Crimson Peak‘s protagonist and aspiring author, Edith (Mia Wasikowska), provides this meta commentary in the film’s first five minutes as shes describes her own manuscript. A mid-October release with trailers full of ghosts may have viewers thinking they’re walking into a a haunted house tale, but let’s get this out of the way: Crimson Peak is not a scary movie.

Classified by its director as gothic romance – an accurate description – Crimson Peak is the story of Edith Cushing. Cushing is a Jane Austen-esque heroine who takes little interest in men until she meets Thomas Sharpe (Tom Hiddleston), an Englishman trying to convince Edith’s father to invest in his decaying property and the red clay bubbling beneath it. Edith’s father quickly turns Sharpe down, but Sharpe is intrigued by Edith and begins a romantic pursuit, against the wishes of both Edith’s father and his own sister, Lucille (Jessica Chastain). Edith weds Sharpe and leaves her home in Buffalo to live with Sharpe and his resentful sister in England. As she begins to explore his crumbling clay empire, Edith sees visions of the dead roaming the halls and struggles to find her place in this new home.

As a gothic romance, Crimson Peak isn’t half-bad; the sexual chemistry between Wasikowska and Hiddleston is fantastic, and everything that took place before their arrival at the estate had me interested. Even in the estate, there’s a lot about the film that jives with what we’ve seen from del Toro in the past, including some of the most rich, luxurious, and vibrant visuals I’ve seen in any movie this year. The use of bubbling red clay leaking through the house gives it a wounded appearance; the house creaks, bleeds, and festers. Parts of this movie reminded me of the novel (not musical) Phantom of the Opera, a book I cherished when I was younger for its tragic and brutal romance. At its best, Crimson Peak is about falling in love with the wrong person and the pain that it yields. It’s cliche as hell, but in that way that del Toro is so adept with, bathing in its influences rather than winking at them.

…But then there are the ghosts. The ghosts, which aren’t really crucial to the story, and actually do it a good deal of harm by the end.

I understand that del Toro wants us to consider Crimson Peak a gothic romance rather than a ghost story, but he unfortunately dedicates the last half of the film to showing Edith exploring the house alone at night, jumping at each fleeting CGI vision she sees, begging them to tell her what they want so she can unravel the mysteries of this house and this family. It’s here that the film is at its most predictable, and honestly its most boring – I’m not sure why the ghosts were there at all.

And given that the film’s back half rests on the ghost story component of the script, it’s hard to call this movie a success. It’s frustrating, because I feel like Crimson Peak has the underlying potential to be the beautiful and horrifying tale of gothic romance that it esteems, if only it had dedicated the time spent chasing ghosts and metaphors to crafting more real, fractured characters. But the momentum it builds and all of the mastery in its design are squandered when the film steps away from the influences of authors like the Brontë sisters and suddenly veers in the direction of movies like Psycho without really dedicating itself to the fear and horror required to succeed.
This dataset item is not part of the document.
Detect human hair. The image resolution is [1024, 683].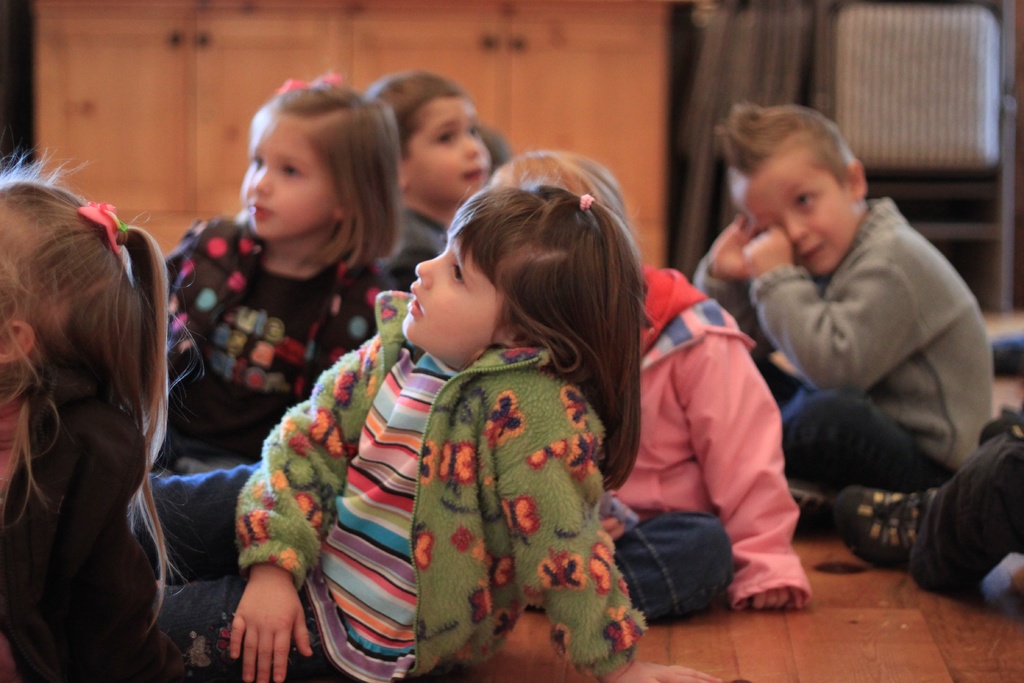
left=361, top=70, right=470, bottom=164.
The heart of the issue namely lies in the script, co-authored by del Toro, Matthew Robbins, and Lucinda Coxon (perhaps a case of too many cooks?). The direction is mostly well-done, ghost/haunting components aside, and the performances by Wasikowska, Hiddleston, and Chastain all live up to the promise they inspire. I appreciated having several strong female characters in the movie, and Chastain certainly did her part to elevate what could have otherwise been a fairly one-note role. Even Charlie Hunnam, who I usually can’t stand, finally has a role that suits him, playing a second-fiddle suitor rather than yet another bland, male lead.

But those pluses aside, it’s hard to whole-heartedly recommend Crimson Peak. It’s a movie I really wanted to like, and it’s got components that I love, but the whole affair is a mixed bag, filled with too many predictable, boring, and empty pieces.

6 COMMENTS

  1. Thanks for the even-handed review. This was one I was curious about. Couldn’t quite figure out the marketing of it.

  2. Thanks! And yes, I think the marketing did this movie a disservice. People looking for a scary movie will likely be let down.

  3. This absolutely bites. I was completely taken to believe that this was a haunted house movie and not a love story. I cannot tell you how disappointed I am about this info. It was advertised as a horror movie released during the Halloween season and now… well, crap.

  4. SICARIO is the scariest (and most suspenseful) movie I’ve seen this year — because the brutal violence it depicts is really happening.

  5. No doubt George, we thought the same thing. Although, I still think that film’s ending was a bit of misstep and took focus away from the character that it should have stuck with.

  6. I was also surprised when SIRACIO’s focus shifted to another character (I won’t say which one, for those who haven’t seen the movie) but I accepted it. The movie is saying that good people get sidelined and marginalized, and they don’t always triumph. There’s no feel-good ending here.

    I was also impressed that Emily Blunt’s character was NOT able to defeat bigger, stronger, well-trained men in hand-to-hand combat. We don’t see this sort of realism much in movies; the trend now is to depict all female protagonists as butt-kicking action heroes. Blunt’s character may be an FBI agent, but she’s not Buffy the Vampire Slayer, or Elektra or the Black Widow — that is, she’s not a superhero.